About Virginia Fleck


Statement - 2009

We are living in the age of Hollywood Buddhism and celebrity yoga. There is an unprecedented proliferation of spas, yoga studios, and meditation centers replete with lines of clothing and accessories tailored to accentuate the sexier aspects of spiritual practice. The desperate need among advertisers to divine our intimate truths has indelibly linked consumerism to culture.

A mandala is a universal, non-religious tool for meditation typically composed of highly decorative, symmetrical patterns. While a mandala is not sacred per se, they do appear, in some form, in almost every religion or spiritual practice. The carefully chosen symbols and imagery of a traditional mandala imbue it with a meaningfulness that provides guidance on ones path to enlightenment.

Thanks in part to electronic media and social networking sites we are continually monitored, manipulated and seduced by marketing campaigns that appeal to our conceits as consumers. The imagery on each plastic bag is designed by advertisers to cause instant association with worldly acquisitions. My choice of media, plastic bags, imbues my seemingly irreverent mandalas with a contemporary narrative that allows me to analyze the activity of consumerism as a spiritual encounter.
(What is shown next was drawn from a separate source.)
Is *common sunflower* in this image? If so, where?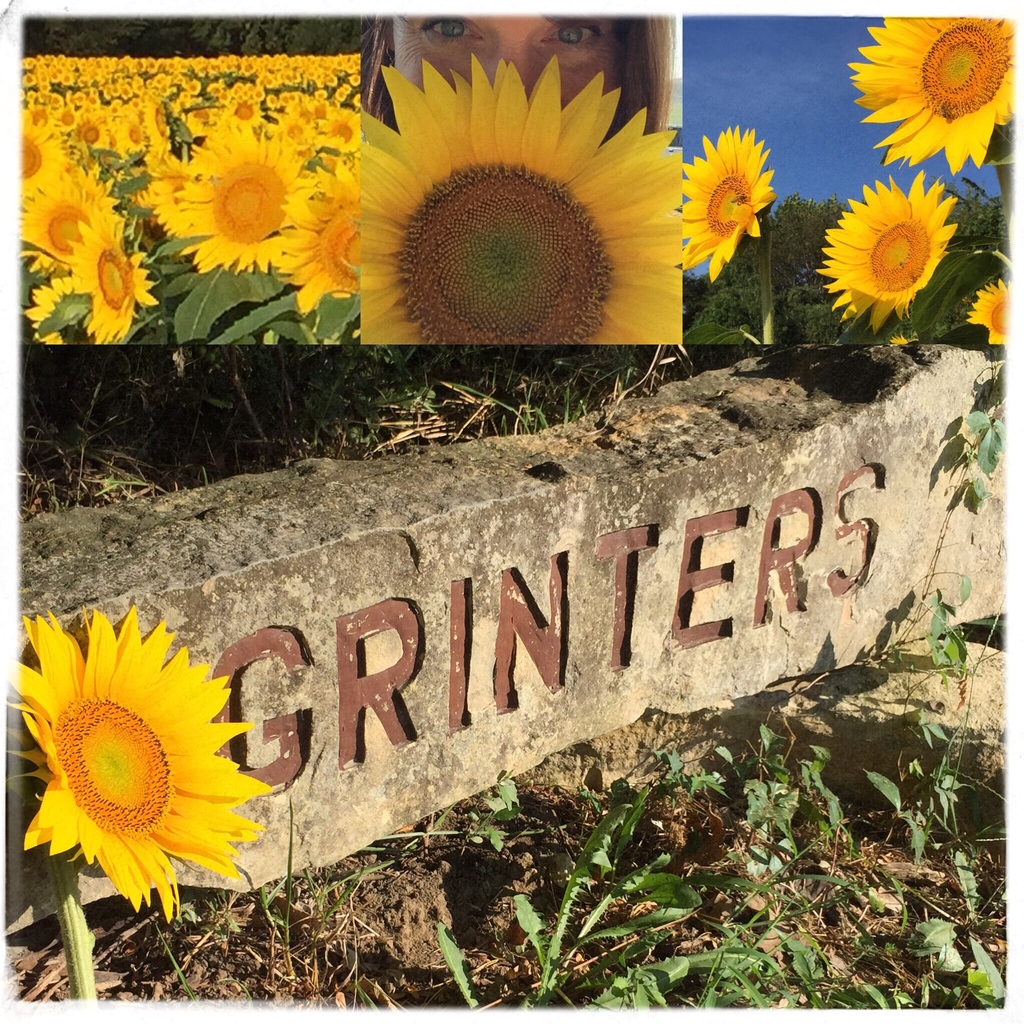
Yes, at region(21, 54, 353, 127).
These mandalas are intricately crafted, large scaled works that reference painting, but are created by collaging pieces of detritus from a consumerist society in a way that exposes the efforts of advertisers to influence the masses. The resulting works, each crafted from thousands of pieces of used plastic bags imprinted with familiar logos and slogans can be both humorous and unnerving. These large ebullient mandalas are a manic explosion of consumerist excess that contain and brand our passions while attesting to our belief in the American Dream.